Cascade Layer is the `@layer` rule in modern CSS. You declare named bands at the top of the stylesheet — `@layer reset, tokens, base, components, utilities, overrides;` — and any rule placed inside a layer takes its priority from the band, not from selector specificity or source order. A low-specificity rule in `utilities` wins over a high-specificity rule in `base`. The cascade becomes something you architect rather than something you fight.
The reason this matters in a WordPress refactor isn't the spec. It's that themes accumulate specificity wars. Block-library CSS lands at one weight, the parent theme overrides at another, plugin CSS pushes a third, and someone — usually two years in — starts reaching for `!important` to settle it. Once `!important` enters the codebase, every future change costs more.
When I refactored the thisismyurl.com stylesheet through what I call the Pass-5 iteration, moving the existing rules into named layers removed roughly 40 lines and 11 KB without changing a single visual outcome — the rules that had been written to beat each other could now be written once and trusted to land where intended. The byte savings are a side effect; the real win is that the next developer touching the theme can read the layer declaration and know, before reading a single selector, where their new rule needs to live.
Cascade Layer is worth adopting when your theme has accumulated three or more `!important` declarations, or when plugin CSS is fighting your theme. If your stylesheet is small and clean already, the refactor cost isn't justified.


▸ DIRECTIONS FOR THIS TASK: Beginning with the first line, retype exactly the records below up to and including the line with "Image is 644x306 pixels."; pictures do not belong in the copy.

▸ GIVEN ENTRIES:
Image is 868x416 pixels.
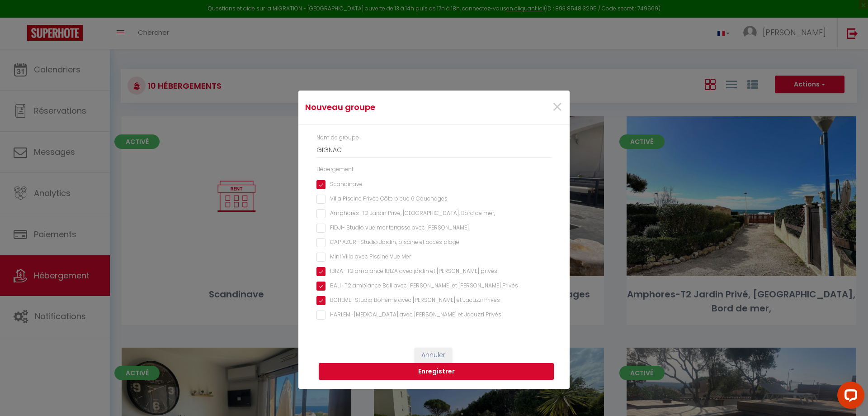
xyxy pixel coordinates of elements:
[305,101,473,114] h4: Nouveau groupe
[551,98,563,118] button: Close
[830,378,868,416] iframe: LiveChat chat widget
[415,347,452,363] button: Annuler
[317,134,359,142] label: Nom de groupe
[551,94,563,121] span: ×
[317,165,551,174] div: Hébergement
[319,363,554,380] button: Enregistrer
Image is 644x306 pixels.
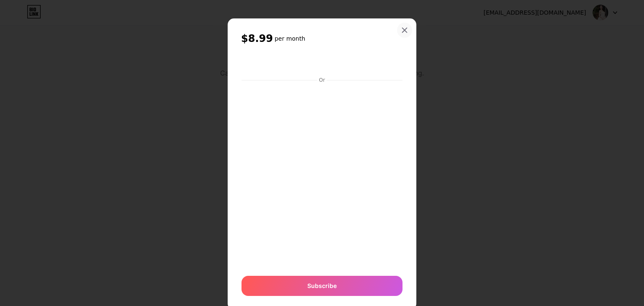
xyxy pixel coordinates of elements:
div: Or [317,76,327,84]
h6: per month [275,35,305,42]
span: Subscribe [307,281,337,290]
iframe: Secure payment input frame [240,84,405,268]
iframe: Secure payment button frame [242,54,402,74]
span: $8.99 [241,32,273,45]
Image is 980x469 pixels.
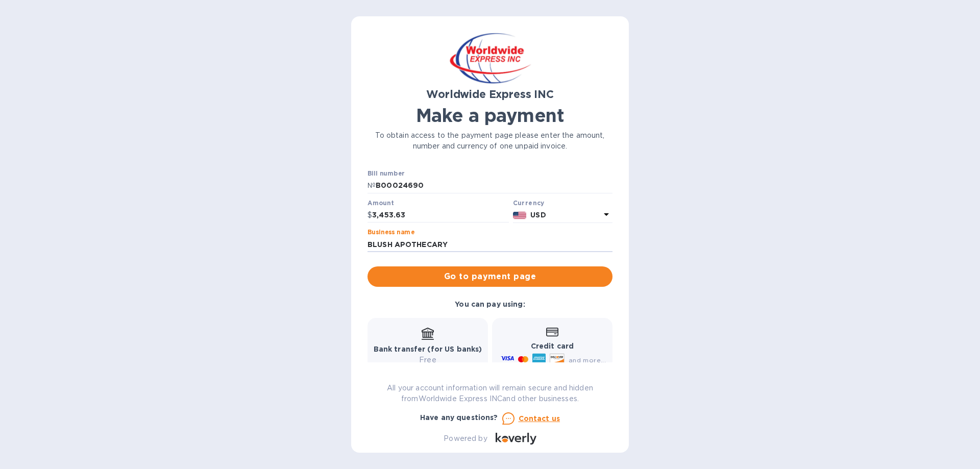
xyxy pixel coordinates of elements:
h1: Make a payment [367,105,613,126]
p: Powered by [444,433,487,444]
p: To obtain access to the payment page please enter the amount, number and currency of one unpaid i... [367,130,613,151]
p: $ [367,210,372,220]
b: Bank transfer (for US banks) [374,345,483,353]
b: Currency [513,199,545,207]
input: Enter bill number [376,178,613,193]
span: and more... [568,356,606,364]
input: Enter business name [367,237,613,252]
input: 0.00 [372,207,509,223]
button: Go to payment page [367,266,613,287]
b: USD [530,211,546,219]
label: Business name [367,230,414,236]
p: All your account information will remain secure and hidden from Worldwide Express INC and other b... [367,383,613,404]
p: № [367,180,376,191]
label: Bill number [367,171,405,177]
u: Contact us [518,414,561,423]
b: Worldwide Express INC [426,88,554,101]
span: Go to payment page [376,271,604,283]
label: Amount [367,200,393,206]
p: Free [374,354,483,366]
img: USD [513,212,527,219]
b: Credit card [531,342,574,350]
b: Have any questions? [420,413,498,421]
b: You can pay using: [454,300,525,308]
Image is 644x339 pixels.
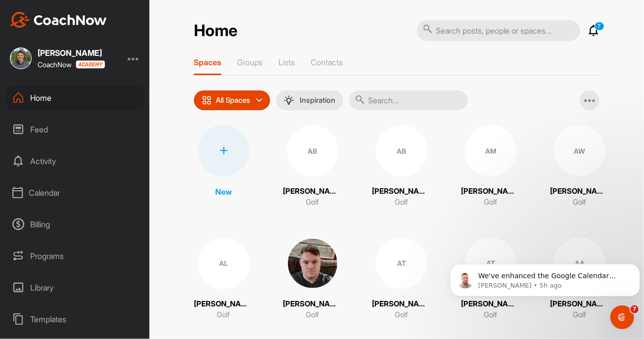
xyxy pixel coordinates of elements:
div: AB [376,125,428,176]
p: Golf [395,197,409,208]
img: CoachNow [10,11,107,28]
div: AT [376,238,428,289]
img: CoachNow acadmey [76,60,105,69]
span: We've enhanced the Google Calendar integration for a more seamless experience. If you haven't lin... [32,29,180,135]
div: AT [465,238,517,289]
p: Inspiration [300,96,335,104]
a: AT[PERSON_NAME]Golf [461,238,521,321]
div: Feed [6,117,145,142]
div: Billing [6,212,145,237]
p: [PERSON_NAME] [372,299,431,310]
a: AT[PERSON_NAME]Golf [372,238,431,321]
input: Search... [349,90,468,110]
div: CoachNow [38,60,105,69]
p: Lists [278,57,295,67]
a: AW[PERSON_NAME]Golf [550,125,610,208]
p: [PERSON_NAME] [194,299,253,310]
p: Golf [573,309,586,321]
div: AB [287,125,338,176]
p: 7 [595,22,605,30]
img: 533b1bf20ad3040e7bbd9704b1c60897.jfif [10,48,32,69]
div: AW [554,125,605,176]
p: Golf [485,309,498,321]
p: Golf [217,309,231,321]
div: AA [554,238,605,289]
input: Search posts, people or spaces... [417,21,581,41]
img: icon [202,95,212,105]
span: 7 [631,305,639,314]
p: Golf [485,197,498,208]
a: AM[PERSON_NAME]Golf [461,125,521,208]
a: AB[PERSON_NAME]Golf [372,125,431,208]
div: Activity [6,149,145,173]
p: Spaces [194,57,221,67]
p: New [215,186,232,198]
div: [PERSON_NAME] [38,49,105,57]
p: [PERSON_NAME] [283,299,343,310]
img: square_e5c574dcedef9b995452524eedbd4fca.jpg [287,238,338,289]
p: [PERSON_NAME] [372,186,431,197]
p: Contacts [310,57,343,67]
a: AA[PERSON_NAME]Golf [550,238,610,321]
a: AL[PERSON_NAME]Golf [194,238,253,321]
p: Golf [395,309,409,321]
div: AL [198,238,250,289]
iframe: Intercom notifications message [446,243,644,313]
div: Programs [6,244,145,268]
div: Calendar [6,181,145,205]
div: AM [465,125,517,176]
p: Groups [237,57,263,67]
h2: Home [194,21,237,40]
p: All Spaces [216,96,251,104]
img: menuIcon [284,95,294,105]
p: [PERSON_NAME] [461,186,521,197]
div: Library [6,276,145,300]
p: Message from Alex, sent 5h ago [32,38,182,47]
p: [PERSON_NAME] [550,186,610,197]
a: [PERSON_NAME]Golf [283,238,343,321]
div: Home [6,85,145,110]
iframe: Intercom live chat [610,305,634,329]
p: [PERSON_NAME] [283,186,343,197]
p: Golf [573,197,586,208]
div: Templates [6,307,145,332]
a: AB[PERSON_NAME]Golf [283,125,343,208]
p: Golf [306,309,320,321]
p: Golf [306,197,320,208]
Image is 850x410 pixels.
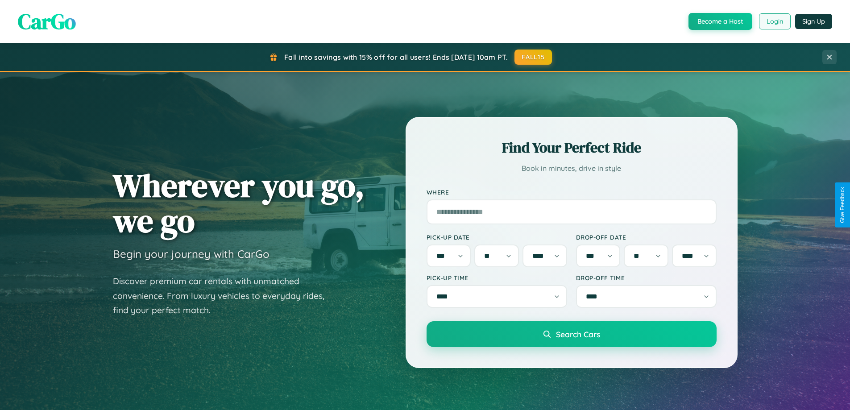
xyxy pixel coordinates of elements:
label: Pick-up Time [427,274,567,282]
div: Give Feedback [840,187,846,223]
h2: Find Your Perfect Ride [427,138,717,158]
button: FALL15 [515,50,552,65]
h3: Begin your journey with CarGo [113,247,270,261]
button: Become a Host [689,13,753,30]
span: Search Cars [556,329,600,339]
label: Where [427,188,717,196]
label: Drop-off Date [576,233,717,241]
label: Drop-off Time [576,274,717,282]
label: Pick-up Date [427,233,567,241]
p: Discover premium car rentals with unmatched convenience. From luxury vehicles to everyday rides, ... [113,274,336,318]
h1: Wherever you go, we go [113,168,365,238]
button: Sign Up [795,14,832,29]
p: Book in minutes, drive in style [427,162,717,175]
button: Login [759,13,791,29]
span: CarGo [18,7,76,36]
span: Fall into savings with 15% off for all users! Ends [DATE] 10am PT. [284,53,508,62]
button: Search Cars [427,321,717,347]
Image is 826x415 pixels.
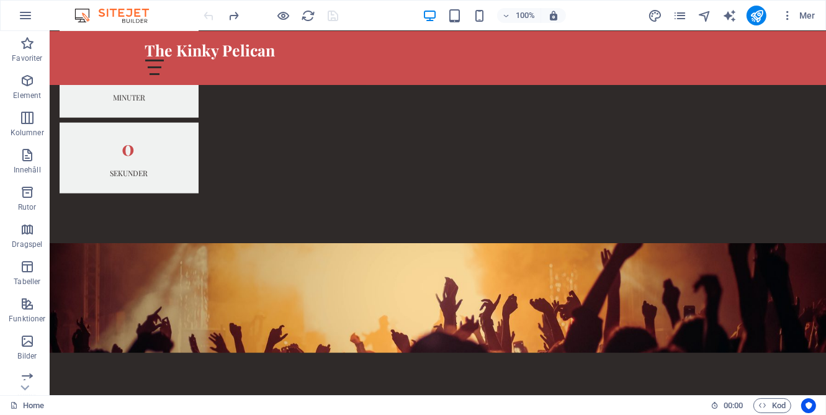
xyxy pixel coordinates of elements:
p: Bilder [17,351,37,361]
button: text_generator [722,8,737,23]
button: reload [301,8,316,23]
button: publish [747,6,767,25]
p: Dragspel [12,240,42,250]
p: Kolumner [11,128,44,138]
button: navigator [697,8,712,23]
i: Sidor (Ctrl+Alt+S) [673,9,687,23]
p: Favoriter [12,53,42,63]
button: design [648,8,662,23]
button: redo [227,8,242,23]
i: Uppdatera sida [302,9,316,23]
button: Kod [754,399,792,413]
span: : [733,401,734,410]
i: Publicera [750,9,764,23]
i: Gör om: Lägg till element (Ctrl+Y, ⌘+Y) [227,9,242,23]
span: 00 00 [724,399,743,413]
button: Mer [777,6,821,25]
p: Funktioner [9,314,45,324]
p: Tabeller [14,277,40,287]
h6: 100% [516,8,536,23]
button: Usercentrics [802,399,816,413]
span: Mer [782,9,816,22]
a: Home [10,399,44,413]
p: Rutor [18,202,37,212]
p: Innehåll [14,165,41,175]
i: Design (Ctrl+Alt+Y) [648,9,662,23]
img: Editor Logo [71,8,165,23]
i: AI Writer [723,9,737,23]
i: Navigatör [698,9,712,23]
p: Element [13,91,41,101]
span: Kod [759,399,786,413]
button: 100% [497,8,541,23]
button: pages [672,8,687,23]
i: Justera zoomnivån automatiskt vid storleksändring för att passa vald enhet. [548,10,559,21]
h6: Sessionstid [711,399,744,413]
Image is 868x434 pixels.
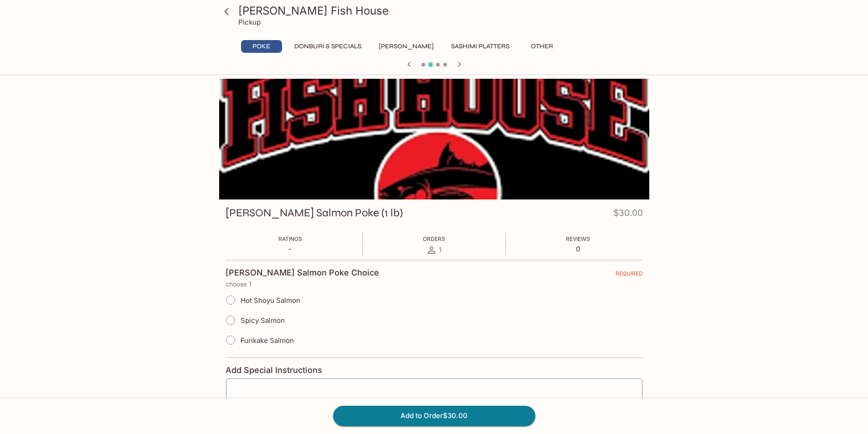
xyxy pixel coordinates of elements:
h3: [PERSON_NAME] Fish House [238,4,646,17]
h3: [PERSON_NAME] Salmon Poke (1 lb) [226,206,403,220]
span: Reviews [566,236,590,242]
button: Other [522,40,563,53]
button: Donburi & Specials [290,40,366,53]
h4: $30.00 [613,206,643,224]
span: REQUIRED [616,270,643,281]
span: Furikake Salmon [241,336,294,345]
h4: Add Special Instructions [226,365,643,376]
button: [PERSON_NAME] [373,40,439,53]
span: 1 [439,245,442,254]
button: Sashimi Platters [446,40,514,53]
h4: [PERSON_NAME] Salmon Poke Choice [226,268,379,277]
p: 0 [566,244,590,253]
p: Pickup [238,17,260,26]
span: Ratings [279,236,302,242]
p: choose 1 [226,281,643,288]
span: Spicy Salmon [241,316,285,325]
span: Orders [423,236,445,242]
button: Poke [241,40,282,53]
div: Ora King Salmon Poke (1 lb) [219,79,650,199]
button: Add to Order$30.00 [333,406,536,426]
span: Hot Shoyu Salmon [241,296,301,304]
p: - [279,244,302,253]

▸ TASK SOLUTION:
Image is 868x416 pixels.
xyxy pixel coordinates of elements:
[305,101,473,114] h4: Nouveau groupe
[551,98,563,118] button: Close
[830,378,868,416] iframe: LiveChat chat widget
[415,347,452,363] button: Annuler
[317,134,359,142] label: Nom de groupe
[551,94,563,121] span: ×
[317,165,551,174] div: Hébergement
[319,363,554,380] button: Enregistrer
Image is 644x306 pixels.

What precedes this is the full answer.